16-month-old Baltimore boy’s 2021 ‘questionable death’ was a homicide, police say

Baltimore Police are investigating after an autopsy earlier this month showed that the death of 16-month-old boy in 2021 was a homicide.

Austin Nolan Hammond died Sept. 12, 2021, at his babysitter’s home, the boy’s mother said Tuesday.

“I got a call from the babysitters telling me to rush to the house,” said Ashley Hammond, who was at work when it happened. “And they just hung up.”

Southwest District police were summoned at about 9:40 a.m. to the 4300 block of Seminole Avenue for a report of an unresponsive baby, according to a Tuesday news release.

Ashley Hammond said she rushed to the house, where paramedics told her that the boy had died.
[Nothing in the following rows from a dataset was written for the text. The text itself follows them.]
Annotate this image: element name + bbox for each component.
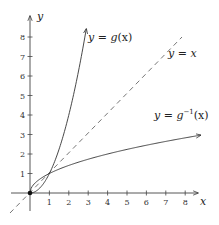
g-label: y = g(x) (87, 31, 132, 44)
g-inverse-curve (30, 135, 201, 193)
x-tick-label: 8 (183, 198, 188, 207)
y-tick-label: 8 (20, 33, 25, 42)
x-tick-label: 7 (163, 198, 168, 207)
y-tick-label: 4 (20, 111, 25, 120)
x-tick-label: 6 (144, 198, 149, 207)
y-tick-label: 2 (20, 150, 25, 159)
g-inverse-label: y = g−1(x) (153, 108, 209, 122)
x-axis-label: x (200, 195, 207, 208)
y-tick-label: 7 (20, 53, 25, 62)
x-tick-label: 3 (86, 198, 91, 207)
x-tick-label: 2 (66, 198, 71, 207)
x-tick-label: 1 (47, 198, 52, 207)
y-tick-label: 3 (20, 131, 25, 140)
y-tick-label: 6 (20, 72, 25, 81)
y-tick-label: 5 (20, 92, 25, 101)
identity-label: y = x (167, 47, 197, 60)
origin-point (28, 191, 33, 196)
y-axis-label: y (36, 10, 44, 23)
x-tick-label: 5 (124, 198, 129, 207)
function-inverse-plot: 12345678 12345678 x y y = g(x) y = x y =… (0, 0, 219, 225)
g-curve (30, 29, 86, 193)
identity-line-dashed (10, 37, 182, 213)
y-axis-ticks: 12345678 (20, 33, 33, 179)
y-tick-label: 1 (20, 170, 25, 179)
x-tick-label: 4 (105, 198, 110, 207)
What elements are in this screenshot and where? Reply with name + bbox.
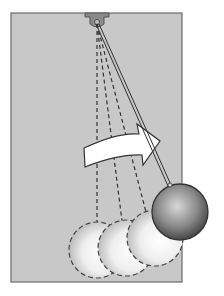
pendulum-bob [152, 184, 208, 240]
pendulum-illustration [0, 0, 224, 296]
“I couldn’t go inside the babysitters’ house. Nothing. I couldn’t even see my son,” she said. Paramedics had tried but failed to resuscitate the child and pronounced him dead at the scene, police said.

The medical examiner’s office notified homicide detectives earlier this month “that the case had been upgraded from a questionable death to a homicide.” Ashley Hammond said she was overwhelmed Tuesday having learned the development.

“It’s been nine months since I buried Austin, and they’ve been giving me very little details of anything,” she said. “I didn’t know the autopsy report was completed until I saw it in the news article today.”

Austin Hammond was an intelligent baby who was already talking and calling her “mom” and his babysitters by name, she said.

“Austin was happy. He was playful. He loved everyone,” she said. “I used to always brag about him because of how different he was from my daughter. My daughter was so clingy to me. She didn’t want to go to anyone. Austin was the complete opposite.”

She said the babysitters were like family and that she’d known them for 15 years; she’d been a close friend of their daughter’s since she was a teenager.

“Austin loved his babysitters so much. It would be times when he jumped out of my arms to be with them,” she said. “He would happily knock on their door when [I was] dropping him off to them.”

Ashley Hammond said all she and her family can do is wait for answers with no one held accountable for her son’s death.

“He just had so much life to live, and it was just short. It was cut, and his family, his entire family adores time. And we all really miss him,” she said.

In March, a federal team helped clear a backlog of between 200 and 300 cases that had piled up in the overwhelmed Maryland Office of the Chief Medical Examiner, which is located in Baltimore.